When the Windows Media Center (WMC) PC was introduced in 2002, the idea was to create a computer that also recorded TV programs and had a remote control that let you play them - as well as DVDs, slideshows, or ripped CDs - without sitting right in front of it.
Media receivers bridge the gap between computer and home theater by letting you store your audio and video files in one room while you select and play them on an entertainment system in another room. The first digital media receivers were limited to streaming music stored on a PC over a wired network to your stereo.
Organizing a CD or DVD collection used to mean alphabetizing a huge pile of discs and painstakingly filing them away on shelves. But a new breed of component called a media server - a cross between a traditional A/V component and a full-featured PC - gives you easy, expanded access to your collection by letting you store it as digital data on a hard-disk drive.
If you're one of the 1,000 acts playing SXSW - the South by Southwest Music Festival, which despite its name and its Austin, Texas, location is the nation's biggest live-music shebang - how do you get noticed? I didn't notice Braxton Hicks two years ago.
Klipsch might be the most recognizable name in speakers. After all, the company has been around for more than 60 years - ever since founder Paul Klipsch figured out how to create a compact version of the huge horn speakers used in movie theaters.
As I write these words, right around the corner from Grauman's Chinese Theatre in Hollywood, Microsoft Chairman Bill Gates and his pals James Cameron, Peter Gabriel, Beatles' producer Sir George Martin, and LL Cool J-Microsoft calls him "a major music artist and film actor"-introduced with typical extravagance the clumsily named Windows Media 9 Series, the technologies formerly c
Clearview Cinema's Ziegfeld Theater in midtown Manhattan is one of New York's last remaining movie palaces. While the city has a ton of many-screened, IMAX-equipped, state-of-the-art multiplexes, few have as much character as the single-screen Ziegfeld.
Photos by Tony Cordoza The launch of a new cassette format in 2002 made me wonder whether those who invented the Walkman were back in charge at Sony. The payoff is that the tape cassettes, so tiny they could be mistaken for audio microcassettes, are for high-quality video recording in Sony's new MicroMV camcorders.
In the whole, NBC's high-definition coverage of the Athens Olympics made for pretty dismal TV. The same segments repeated ad nauseam only served to show how few sports bear up to repeated viewing. Who needs to see a failed baton pass, a gymnast falling on his or her butt, or a disappointing basketball game again and again . . . and again.
The Consumer Electronics Association has not yet released total attendance figures, but it appears fairly certain that the 2003 CES will go down as the best attended in CES history.
Blockbuster, Netflix, and on-demand cable are among the expanding number of ways to rent movies. One of the latest is MovieBeam, a jukebox for your home theater that self-stocks via an off-air antenna.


(PROBLEM): For the material that follows, state how many lines contain the word "validate", and add nothing.

(DATA IN THIS EXERCISE):
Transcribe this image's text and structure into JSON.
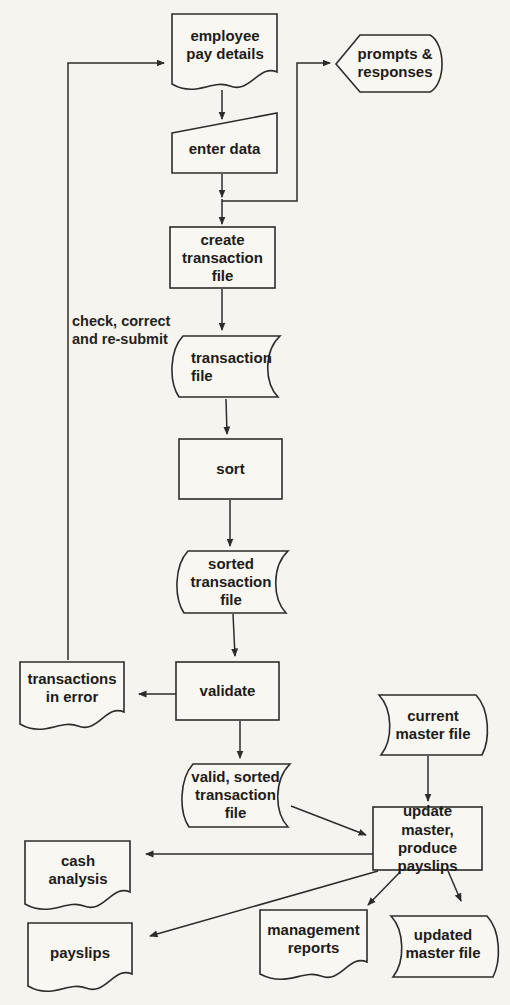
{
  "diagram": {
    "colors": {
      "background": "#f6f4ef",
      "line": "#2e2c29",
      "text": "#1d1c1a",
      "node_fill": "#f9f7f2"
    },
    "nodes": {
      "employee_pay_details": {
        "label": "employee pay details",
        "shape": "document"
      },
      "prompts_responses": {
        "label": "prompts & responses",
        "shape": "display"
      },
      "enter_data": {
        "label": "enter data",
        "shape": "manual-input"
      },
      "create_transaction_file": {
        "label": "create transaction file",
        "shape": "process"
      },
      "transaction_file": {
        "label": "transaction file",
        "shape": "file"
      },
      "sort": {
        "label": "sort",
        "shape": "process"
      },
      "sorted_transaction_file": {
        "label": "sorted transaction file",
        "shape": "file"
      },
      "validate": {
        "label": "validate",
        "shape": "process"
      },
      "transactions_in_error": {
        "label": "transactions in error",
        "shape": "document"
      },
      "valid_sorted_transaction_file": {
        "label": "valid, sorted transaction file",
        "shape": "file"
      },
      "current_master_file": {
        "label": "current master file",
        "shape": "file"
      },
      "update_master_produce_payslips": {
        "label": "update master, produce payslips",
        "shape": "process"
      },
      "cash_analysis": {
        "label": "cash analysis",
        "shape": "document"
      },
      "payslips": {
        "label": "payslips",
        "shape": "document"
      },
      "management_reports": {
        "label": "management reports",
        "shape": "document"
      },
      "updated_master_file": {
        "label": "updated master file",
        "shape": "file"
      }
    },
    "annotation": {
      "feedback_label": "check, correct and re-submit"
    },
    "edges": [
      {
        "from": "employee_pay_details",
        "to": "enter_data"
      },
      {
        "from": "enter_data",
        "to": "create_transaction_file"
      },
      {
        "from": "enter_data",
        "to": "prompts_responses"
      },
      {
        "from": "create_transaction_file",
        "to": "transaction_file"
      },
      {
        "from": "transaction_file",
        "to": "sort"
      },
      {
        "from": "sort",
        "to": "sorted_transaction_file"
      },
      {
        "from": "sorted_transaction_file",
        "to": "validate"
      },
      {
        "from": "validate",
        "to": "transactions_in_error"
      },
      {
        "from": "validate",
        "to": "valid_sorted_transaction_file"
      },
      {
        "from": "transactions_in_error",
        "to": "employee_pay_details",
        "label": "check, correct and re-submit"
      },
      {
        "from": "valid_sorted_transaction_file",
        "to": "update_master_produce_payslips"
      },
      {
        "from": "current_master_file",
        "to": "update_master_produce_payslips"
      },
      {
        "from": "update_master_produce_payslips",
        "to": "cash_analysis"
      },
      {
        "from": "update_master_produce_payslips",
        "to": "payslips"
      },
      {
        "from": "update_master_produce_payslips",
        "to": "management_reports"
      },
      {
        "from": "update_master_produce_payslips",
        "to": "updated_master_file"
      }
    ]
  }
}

(EXERCISE OUTPUT): 5